There is no right or wrong in these positions; they are simply strategic choices for different market segments—which is precisely the rationality recognized by the "trust spectrum" framework.

The Economic Reality of L2 Acknowledged by Vitalik

One of the important significances of Vitalik's post is the implicit acknowledgment of the economic attributes of L2. When he mentions that "some L2s may 'never exceed the first stage of decentralization' due to 'regulatory demands' (which require retaining ultimate control)," he is essentially acknowledging that L2s are not idealized "branded sharding," but rather commercial entities with legitimate economic interests. Sequencer revenue is real, and regulatory compliance requirements are real—expecting L2s to abandon these interests to conform to ideology has been unrealistic from the start.

L2 retains most fee revenue—this economic reality determines the direction of decentralization incentives

The Future Path Outlined by Vitalik

Vitalik's post does not merely stop at "diagnosing problems," but focuses more on "solving problems." He outlines several specific directions for those L2s that wish to maintain value in the context of continuous scaling of L1. These are not mandatory requirements but suggestions for paths to differentiation when "a cheaper Ethereum" is no longer the core competitive advantage.

Differentiated value directions for Ethereum L2

Rational honesty in leadership provides possibilities for adaptive development of the ecosystem

Conclusion

In February 2026, the post published by Vitalik Buterin marked a key recalibration of Ethereum's strategy towards L2. Its core insight is that L2 has evolved into independent platforms with legitimate economic interests, rather than "branded sharding" that must bear obligations to Ethereum.

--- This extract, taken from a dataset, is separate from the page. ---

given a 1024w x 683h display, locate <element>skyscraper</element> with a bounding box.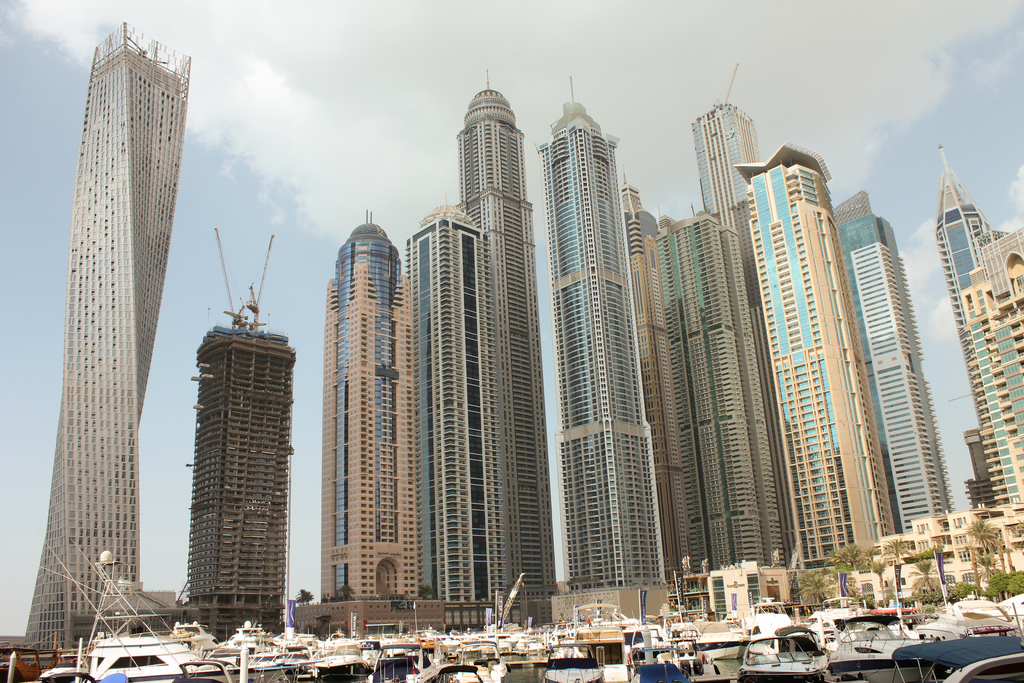
Located: select_region(533, 92, 668, 599).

Vitalik did not resist this reality; instead, he proposed recognizing differentiated paths through the "trust spectrum," enhancing the collaborative efficiency of willing L1-L2 integrators through "native Rollup infrastructure," and achieving cross-layer interaction through a "synchronized composability mechanism"—thus embracing reality.

The responses from the L2 ecosystem exhibited a healthy diversity: Arbitrum emphasized independence, Base focused on applications, Linea aligned with the native Rollup direction, and Optimism acknowledged challenges while pushing for improvements. This diversity is precisely the expected outcome of the "trust spectrum" framework: different teams can pursue different strategies without pretending to be on the same path.

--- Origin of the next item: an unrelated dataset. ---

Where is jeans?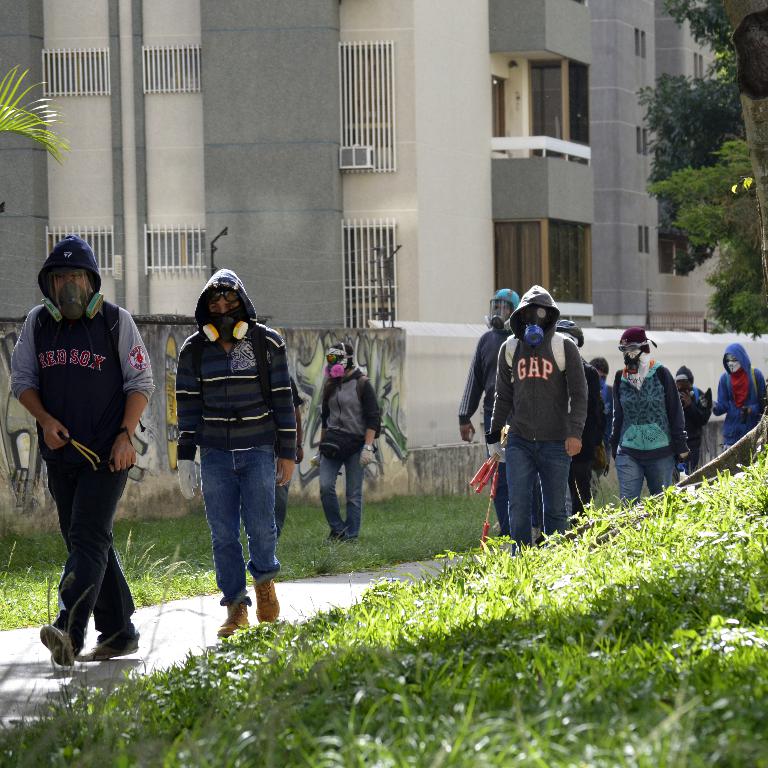
54,463,131,645.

For Ethereum, this directional correction has maintained its credibility by "acknowledging reality" rather than "defending outdated assumptions." Considering the maturity of ZK-EVM technology, the relevant technical proposals are feasible; the strategic proposals create space for efficient evolution within the ecosystem. This is a manifestation of "adaptive leadership" in the tech field: recognizing that the environment has changed and proposing new paths, rather than stubbornly sticking to strategies that the market has already rejected.

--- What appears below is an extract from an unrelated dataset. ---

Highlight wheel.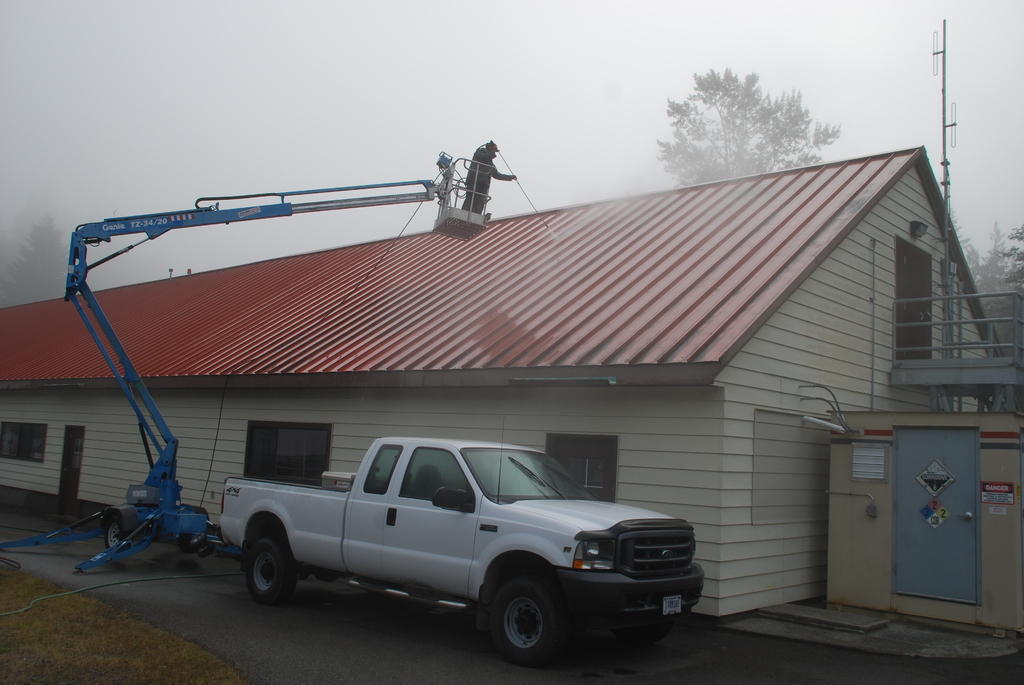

Having been deeply involved in scaling research for ten years and operating a Rollup infrastructure company for four years, I have seen too many leaders refuse to adjust when facts change—the results are often unsatisfactory. Vitalik's choice this time was not easy: publicly acknowledging that the vision from 2020 needs updating. But it is the right choice. Clinging to narratives that the market has abandoned is of no benefit to anyone. The direction forward is much clearer now than it was a week ago—this in itself is highly valuable.